On a small scale—my school, my city, the state, the country, even the Earth—that might be true. To some that statement is one of arrogance, and they might be right: maybe these thoughts of mine are all just part of my "teenage rebellion years" (oh, how I hate that term), and maybe I'll grow out of them as the world consumes me in my far-too-rapidly increasing age. But they might be wrong. Maybe I really am aware of something that everyone else is oblivious to. But I digress. On a large scale, an infinite one—the entire universe, and every bit of the future universe as it continues to expand into nothingness, into "everythingness"—I know nothing.

The universe, and every bit of knowledge and wisdom it contains, is infinite. How can I possibly know anything at all in comparison to all the potential knowledge lingering in the breath of life itself? The amount of information out there in the cosmos is terrifying and mesmerizing—there is so much to learn that I cannot even fathom to scale of it all.

Comparing knowledge to water: everything I know, everything I will ever know, is but a single drop in the crowded blue ocean. And that ocean is ever-growing, ever-changing, ever-bluing; so my drop of water becomes more and more insignificant as time goes on, as more water—more knowledge and wisdom—is added to the ocean. Although my drop of water is singular and is nothing without the other drops in the ocean, it is still a part of the flowing, churning, ever-bluing body of water.
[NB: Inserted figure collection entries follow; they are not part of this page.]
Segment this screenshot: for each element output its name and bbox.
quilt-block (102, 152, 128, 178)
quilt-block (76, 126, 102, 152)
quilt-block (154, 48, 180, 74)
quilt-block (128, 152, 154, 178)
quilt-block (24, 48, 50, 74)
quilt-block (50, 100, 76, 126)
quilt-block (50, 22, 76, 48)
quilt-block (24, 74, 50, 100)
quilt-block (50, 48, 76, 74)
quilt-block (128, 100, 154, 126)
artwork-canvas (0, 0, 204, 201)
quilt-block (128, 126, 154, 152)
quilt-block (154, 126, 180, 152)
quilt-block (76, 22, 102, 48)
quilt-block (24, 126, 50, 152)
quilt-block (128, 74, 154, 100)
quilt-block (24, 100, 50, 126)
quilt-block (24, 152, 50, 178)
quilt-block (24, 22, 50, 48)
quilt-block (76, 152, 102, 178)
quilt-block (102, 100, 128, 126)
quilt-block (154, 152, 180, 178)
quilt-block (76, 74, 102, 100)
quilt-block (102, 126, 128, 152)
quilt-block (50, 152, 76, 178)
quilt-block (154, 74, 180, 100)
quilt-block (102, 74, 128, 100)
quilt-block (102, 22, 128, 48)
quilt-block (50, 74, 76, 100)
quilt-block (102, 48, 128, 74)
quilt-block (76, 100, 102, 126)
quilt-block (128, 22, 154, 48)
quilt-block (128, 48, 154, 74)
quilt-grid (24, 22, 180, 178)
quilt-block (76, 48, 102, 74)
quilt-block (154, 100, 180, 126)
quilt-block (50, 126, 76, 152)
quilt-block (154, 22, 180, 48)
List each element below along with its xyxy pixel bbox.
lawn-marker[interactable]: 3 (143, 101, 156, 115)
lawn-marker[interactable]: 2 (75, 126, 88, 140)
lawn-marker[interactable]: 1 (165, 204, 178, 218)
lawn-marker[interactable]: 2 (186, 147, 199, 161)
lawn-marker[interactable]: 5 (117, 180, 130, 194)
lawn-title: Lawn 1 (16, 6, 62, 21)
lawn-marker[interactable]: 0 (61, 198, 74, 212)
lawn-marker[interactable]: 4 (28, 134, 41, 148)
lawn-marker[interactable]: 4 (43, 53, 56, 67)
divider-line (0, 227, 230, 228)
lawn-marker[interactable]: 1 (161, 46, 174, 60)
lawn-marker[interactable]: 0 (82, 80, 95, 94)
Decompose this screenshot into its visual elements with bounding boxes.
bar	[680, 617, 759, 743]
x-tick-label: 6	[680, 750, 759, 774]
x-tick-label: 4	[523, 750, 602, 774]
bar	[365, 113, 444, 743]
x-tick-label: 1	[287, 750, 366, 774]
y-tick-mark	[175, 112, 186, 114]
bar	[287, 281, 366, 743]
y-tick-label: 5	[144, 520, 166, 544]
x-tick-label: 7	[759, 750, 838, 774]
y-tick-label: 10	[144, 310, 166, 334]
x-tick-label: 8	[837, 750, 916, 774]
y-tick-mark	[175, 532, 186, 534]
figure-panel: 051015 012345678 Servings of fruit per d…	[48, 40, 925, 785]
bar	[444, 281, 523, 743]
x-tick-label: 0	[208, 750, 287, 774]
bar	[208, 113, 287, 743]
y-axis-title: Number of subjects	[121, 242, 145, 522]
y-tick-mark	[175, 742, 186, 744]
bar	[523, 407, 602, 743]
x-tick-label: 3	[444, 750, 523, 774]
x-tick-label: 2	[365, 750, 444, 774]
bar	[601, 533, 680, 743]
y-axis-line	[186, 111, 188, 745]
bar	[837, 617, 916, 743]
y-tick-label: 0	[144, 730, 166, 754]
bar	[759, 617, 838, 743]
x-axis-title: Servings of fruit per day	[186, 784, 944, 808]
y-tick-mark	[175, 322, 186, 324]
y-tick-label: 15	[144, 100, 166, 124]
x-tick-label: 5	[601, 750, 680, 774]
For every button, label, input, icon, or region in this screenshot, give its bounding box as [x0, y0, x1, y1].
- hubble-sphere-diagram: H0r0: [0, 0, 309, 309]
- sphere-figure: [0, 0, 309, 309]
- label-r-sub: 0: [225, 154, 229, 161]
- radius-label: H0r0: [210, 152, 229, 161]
My drop contributes to every other drop as it wiggles and flows and bumps into or passes other drops. As my drop glides freely past the others, it rubs off on them, and they on it. My knowledge and wisdom are continually growing, and they are continually dripped into the knowledge pools of everyone with whom I cross paths.
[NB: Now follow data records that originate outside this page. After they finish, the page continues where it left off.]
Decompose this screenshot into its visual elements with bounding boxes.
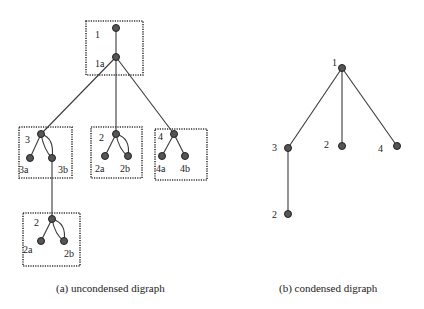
- node-2: [113, 131, 120, 138]
- edge-c1-c3: [288, 68, 342, 148]
- panel-condensed: 1 3 2 4 2 (b) condensed digraph: [272, 57, 401, 295]
- label-1: 1: [95, 29, 100, 40]
- node-m2b: [61, 238, 68, 245]
- label-4b: 4b: [180, 163, 190, 174]
- node-c2: [339, 143, 346, 150]
- label-1a: 1a: [95, 58, 105, 69]
- edge-1a-3: [41, 57, 116, 134]
- digraph-figure: 1 1a 3 3a 3b 2 2a 2b 4 4a 4b 2 2a 2b (a)…: [0, 0, 424, 309]
- node-2b: [125, 153, 132, 160]
- label-c3: 3: [272, 142, 277, 153]
- node-2a: [102, 153, 109, 160]
- node-3: [38, 131, 45, 138]
- label-4a: 4a: [156, 163, 166, 174]
- node-3b: [49, 155, 56, 162]
- node-c4: [394, 143, 401, 150]
- node-c2low: [285, 211, 292, 218]
- node-m2: [49, 216, 56, 223]
- panel-uncondensed: 1 1a 3 3a 3b 2 2a 2b 4 4a 4b 2 2a 2b (a)…: [19, 21, 207, 295]
- node-4: [171, 131, 178, 138]
- edge-c1-c4: [342, 68, 397, 146]
- label-m2b: 2b: [64, 248, 74, 259]
- label-m2a: 2a: [23, 244, 33, 255]
- label-c4: 4: [378, 143, 383, 154]
- node-c3: [285, 145, 292, 152]
- node-1: [113, 25, 120, 32]
- label-c2low: 2: [272, 209, 277, 220]
- label-3b: 3b: [58, 164, 68, 175]
- node-1a: [113, 54, 120, 61]
- label-2a: 2a: [95, 163, 105, 174]
- label-4: 4: [158, 131, 163, 142]
- node-4a: [159, 153, 166, 160]
- label-c2: 2: [324, 139, 329, 150]
- label-3a: 3a: [19, 164, 29, 175]
- label-m2: 2: [34, 217, 39, 228]
- label-3: 3: [25, 134, 30, 145]
- node-m2a: [38, 238, 45, 245]
- node-c1: [339, 65, 346, 72]
- caption-uncondensed: (a) uncondensed digraph: [56, 282, 165, 295]
- label-2: 2: [99, 132, 104, 143]
- node-4b: [182, 153, 189, 160]
- label-c1: 1: [332, 57, 337, 68]
- caption-condensed: (b) condensed digraph: [279, 282, 378, 295]
- edge-1a-4: [116, 57, 174, 134]
- label-2b: 2b: [120, 163, 130, 174]
- node-3a: [27, 155, 34, 162]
That's the beauty of knowledge and wisdom. They are never stationary—they always grow and morph, contribute and take, move and deepen. In the same sense, my shallow pool of knowledge and wisdom will continue to grow and morph, contribute and take, move and deepen until my mind can no longer consume it. It gives me a sense of comfort—hope, even—to know that even as my world crashes down or builds upward, stagnates or perpetuates, I will not cease learning.
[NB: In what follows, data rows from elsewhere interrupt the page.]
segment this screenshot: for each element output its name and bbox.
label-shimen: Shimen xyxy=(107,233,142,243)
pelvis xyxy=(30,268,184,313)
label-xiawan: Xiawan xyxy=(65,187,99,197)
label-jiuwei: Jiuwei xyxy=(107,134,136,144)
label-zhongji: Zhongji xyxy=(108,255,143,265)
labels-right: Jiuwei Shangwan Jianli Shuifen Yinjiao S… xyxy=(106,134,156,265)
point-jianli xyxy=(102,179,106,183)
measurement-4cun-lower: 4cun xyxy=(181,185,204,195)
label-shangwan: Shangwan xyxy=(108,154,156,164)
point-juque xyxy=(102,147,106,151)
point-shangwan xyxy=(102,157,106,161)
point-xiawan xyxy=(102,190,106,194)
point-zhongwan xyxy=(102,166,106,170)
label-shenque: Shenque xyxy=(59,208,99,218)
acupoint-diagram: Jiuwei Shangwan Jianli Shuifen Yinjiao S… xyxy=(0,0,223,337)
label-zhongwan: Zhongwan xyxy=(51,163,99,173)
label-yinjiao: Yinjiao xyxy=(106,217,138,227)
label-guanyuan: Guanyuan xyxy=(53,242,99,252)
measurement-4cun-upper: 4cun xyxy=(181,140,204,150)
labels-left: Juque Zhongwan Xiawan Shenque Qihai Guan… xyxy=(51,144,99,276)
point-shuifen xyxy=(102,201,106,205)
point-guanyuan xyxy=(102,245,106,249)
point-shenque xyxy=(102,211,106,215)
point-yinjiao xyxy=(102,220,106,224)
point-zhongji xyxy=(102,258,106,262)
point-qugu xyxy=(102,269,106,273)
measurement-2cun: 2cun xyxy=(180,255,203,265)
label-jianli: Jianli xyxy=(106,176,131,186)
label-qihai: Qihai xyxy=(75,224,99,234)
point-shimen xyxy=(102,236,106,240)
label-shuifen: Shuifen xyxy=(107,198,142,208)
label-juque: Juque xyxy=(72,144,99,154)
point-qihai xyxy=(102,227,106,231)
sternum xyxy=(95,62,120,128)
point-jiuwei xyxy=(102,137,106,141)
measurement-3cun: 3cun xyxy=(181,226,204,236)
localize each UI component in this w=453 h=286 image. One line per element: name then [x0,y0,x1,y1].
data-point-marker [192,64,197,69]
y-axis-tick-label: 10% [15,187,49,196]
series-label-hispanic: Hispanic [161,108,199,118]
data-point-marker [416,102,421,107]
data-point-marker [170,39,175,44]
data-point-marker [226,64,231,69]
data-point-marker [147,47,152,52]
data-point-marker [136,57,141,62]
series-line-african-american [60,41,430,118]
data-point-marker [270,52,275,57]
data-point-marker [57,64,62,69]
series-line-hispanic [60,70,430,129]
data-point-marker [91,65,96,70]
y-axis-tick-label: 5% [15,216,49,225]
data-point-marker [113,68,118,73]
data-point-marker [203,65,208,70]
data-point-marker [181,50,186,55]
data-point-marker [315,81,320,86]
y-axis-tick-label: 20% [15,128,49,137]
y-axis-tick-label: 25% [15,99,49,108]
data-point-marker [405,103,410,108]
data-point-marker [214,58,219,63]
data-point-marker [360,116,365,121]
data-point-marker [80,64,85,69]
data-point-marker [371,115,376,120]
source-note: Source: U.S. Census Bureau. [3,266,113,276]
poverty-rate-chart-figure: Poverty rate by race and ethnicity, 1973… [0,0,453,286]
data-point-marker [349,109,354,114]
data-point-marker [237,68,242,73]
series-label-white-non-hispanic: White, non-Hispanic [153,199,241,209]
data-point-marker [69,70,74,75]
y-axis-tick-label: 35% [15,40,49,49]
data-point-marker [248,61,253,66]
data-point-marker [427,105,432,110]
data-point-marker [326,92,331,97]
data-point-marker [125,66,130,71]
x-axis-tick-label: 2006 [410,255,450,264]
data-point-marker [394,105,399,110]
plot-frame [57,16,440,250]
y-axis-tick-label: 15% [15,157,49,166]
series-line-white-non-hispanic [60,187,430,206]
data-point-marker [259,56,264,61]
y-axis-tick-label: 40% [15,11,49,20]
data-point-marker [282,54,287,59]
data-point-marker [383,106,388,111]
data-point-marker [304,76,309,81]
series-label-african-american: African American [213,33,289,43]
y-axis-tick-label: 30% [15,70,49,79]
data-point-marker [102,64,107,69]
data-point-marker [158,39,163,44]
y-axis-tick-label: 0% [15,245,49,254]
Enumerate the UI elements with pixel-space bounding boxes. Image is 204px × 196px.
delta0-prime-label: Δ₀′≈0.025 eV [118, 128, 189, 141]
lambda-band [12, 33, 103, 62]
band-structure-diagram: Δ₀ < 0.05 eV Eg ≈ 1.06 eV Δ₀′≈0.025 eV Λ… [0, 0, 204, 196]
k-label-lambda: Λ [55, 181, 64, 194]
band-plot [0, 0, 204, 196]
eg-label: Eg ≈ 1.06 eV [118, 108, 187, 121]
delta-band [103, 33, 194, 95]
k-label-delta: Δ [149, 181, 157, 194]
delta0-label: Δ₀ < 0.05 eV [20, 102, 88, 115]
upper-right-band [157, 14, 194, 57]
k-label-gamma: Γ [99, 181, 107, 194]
On a smaller scale—cities, states, planets—I know lots of things. I know how to express my most impossible thoughts and feelings through writing, and I know that writing will continue to save me from the things I don't understand in this world until I finally slow down and let the Earth consume my body. I know that a thought by itself may be insignificant, but that together with those of my peers, it can change something in our crumbling society. I know that quality, deep thought is my right and obligation as a human being, and that I can never let anyone or anything take that right away from me.

I know that despite the fact that I will be gone one day, turned to dust and quite possibly forgotten, I need to make the most of my life. I need to continue to share my knowledge—to share my wisdom—in hopes that one day my knowledge, my single drop of water, might fill an ocean.